Surpreende que haja quem dê provas de lucidez, de autonomia e liberdade de pensamento.
Com as marcas hereditárias da repressão e abuso de autoridade entranhadas na história de família de cada português (quer o individuo tenha ou não arriscado tomar consciência disso mesmo), de esperar seria que uma gestão violenta e emocionalmente caótica tivesse há muito tomado conta deste país.
Com as marcas hereditárias da repressão e abuso de autoridade entranhadas na história de família de cada português (quer o individuo tenha ou não arriscado tomar consciência disso mesmo), de esperar seria que uma gestão violenta e emocionalmente caótica tivesse há muito tomado conta deste país.
Surpreende que isso não aconteça; eu cá não posso prometer lucidez...
Fica o relato de alguém cuja liberdade está também a ser comprometida pela raiva, no contexto do movimento Occupy, em Oakland.
Confio que esse processo tenha uma catarse e que depois da destruição necessária nos seja dada a oportunidade de olhar, apreender e compreender, sem que essa autonomia tenha por origem um conflito.
Power always represents itself as adult, rationale and in control.
The socially sanctioned definition of what it is to be adult includes
the ability to be compliant with the self-repression required of an
obedient and productive member of society. Since those of us in
opposition have no desire to be obedient and less to be productive cogs
in the machine, it’s no wonder we fall into the role of defiant
children.
It may be inevitable that in the confrontation between radical
movements and the systems they oppose there are echoes of the conflict
between child and adult. We who march in the streets in defiance of the
orders of the police have legitimate reason to rage against the system.
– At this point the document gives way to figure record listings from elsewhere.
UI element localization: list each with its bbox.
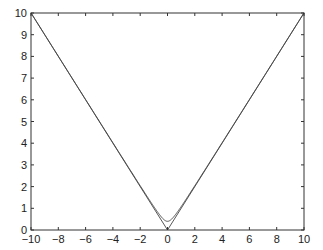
- x-tick-label: 8: [274, 233, 280, 245]
- x-tick-label: 10: [298, 233, 310, 245]
- y-tick-label: 3: [21, 159, 27, 171]
- y-tick-label: 1: [21, 202, 27, 214]
- x-tick-label: −6: [79, 233, 92, 245]
- x-tick-label: 2: [192, 233, 198, 245]
- y-tick-label: 4: [21, 137, 27, 149]
- y-tick-label: 0: [21, 224, 27, 236]
- y-tick-label: 8: [21, 50, 27, 62]
- y-tick-label: 7: [21, 72, 27, 84]
- x-tick-label: 0: [164, 233, 170, 245]
- series-line-1: [31, 13, 304, 221]
- x-tick-label: −8: [52, 233, 65, 245]
- y-tick-label: 5: [21, 116, 27, 128]
- x-axis-ticks: −10−8−6−4−20246810: [22, 13, 310, 245]
- y-tick-label: 6: [21, 94, 27, 106]
- y-tick-label: 2: [21, 181, 27, 193]
- y-tick-label: 9: [21, 29, 27, 41]
- x-tick-label: −2: [134, 233, 147, 245]
- y-axis-ticks: 012345678910: [15, 7, 304, 236]
- x-tick-label: 4: [219, 233, 225, 245]
- x-tick-label: −4: [107, 233, 120, 245]
- plot-lines: [31, 13, 304, 230]
- chart: −10−8−6−4−20246810 012345678910: [0, 0, 323, 250]
- series-line-0: [31, 13, 304, 230]
- axes-box: [31, 13, 304, 230]
- y-tick-label: 10: [15, 7, 27, 19]
- x-tick-label: 6: [246, 233, 252, 245]
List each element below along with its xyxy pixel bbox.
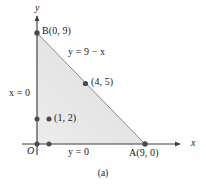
point-4-5-label: (4, 5) [91, 77, 113, 87]
x-zero-equation-label: x = 0 [9, 88, 30, 98]
plot-canvas [0, 0, 206, 185]
point-marker-4-5 [83, 81, 88, 86]
hypotenuse-equation-label: y = 9 − x [68, 47, 105, 57]
point-marker-1-0 [47, 142, 52, 147]
x-axis-label: x [191, 138, 196, 148]
point-marker-vertex-b [34, 30, 39, 35]
origin-label: O [27, 146, 34, 156]
vertex-b-label: B(0, 9) [42, 26, 71, 36]
point-marker-1-2 [47, 117, 52, 122]
point-marker-origin [35, 142, 40, 147]
vertex-a-label: A(9, 0) [129, 148, 159, 158]
y-axis-label: y [35, 3, 40, 13]
figure-caption: (a) [0, 168, 206, 178]
y-zero-equation-label: y = 0 [68, 147, 89, 157]
point-1-2-label: (1, 2) [54, 113, 76, 123]
point-marker-vertex-a [142, 141, 147, 146]
figure-container: y x O B(0, 9) A(9, 0) (4, 5) (1, 2) y = … [0, 0, 206, 185]
point-marker-0-2 [35, 117, 40, 122]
It in no way negates the legitimacy of that rage to say that it may also
have an “infantile” component.
This black block of anarchist youth tends to identify with
insurrectionist anarchism. They are our militants who will be the first
to challenge the police, and who proudly proclaim their disrespect for
property rights. I imagine that for them the rest of us appear as
somewhat compromised and a bit timid, for we are unwilling to go as far
as they in our commitment to the revolution. Here something of the
dynamic between child and adult reemerges as a political division within
the movement. We who do not come to demonstrations dressed in black
become the model of a not quite legitimate “maturity;” the purest
revolutionary energies are represented by those who reject this
maturity, as a fraud — the heroic kids.
Jean Quan’s [Okland's mayor] insinuates that we act like children. I say “we”, because
the black bloc is part of us; we cannot disown them. Infuriating as her
charge may be, I think it contains something worth looking at. Her
version of being grown-up is compromised. If to be a grownup means to
live forever within the confines of the system, let us all be Peter
Pans. But in our righteous rejection of her version of adulthood there
lies a danger. The danger is that without being aware of it, we are
unable truly to imagine winning; that we remain heroic “kids,” endlessly
reenacting a drama in which we are abused by the authorities. (It might
be worthwhile looking at whether we get a masochistic pleasure in being
fucked over by them.
O relato intimista de Osha Neumann "Occupy Oakland: Are We Being Childish?". Texto na integra aqui.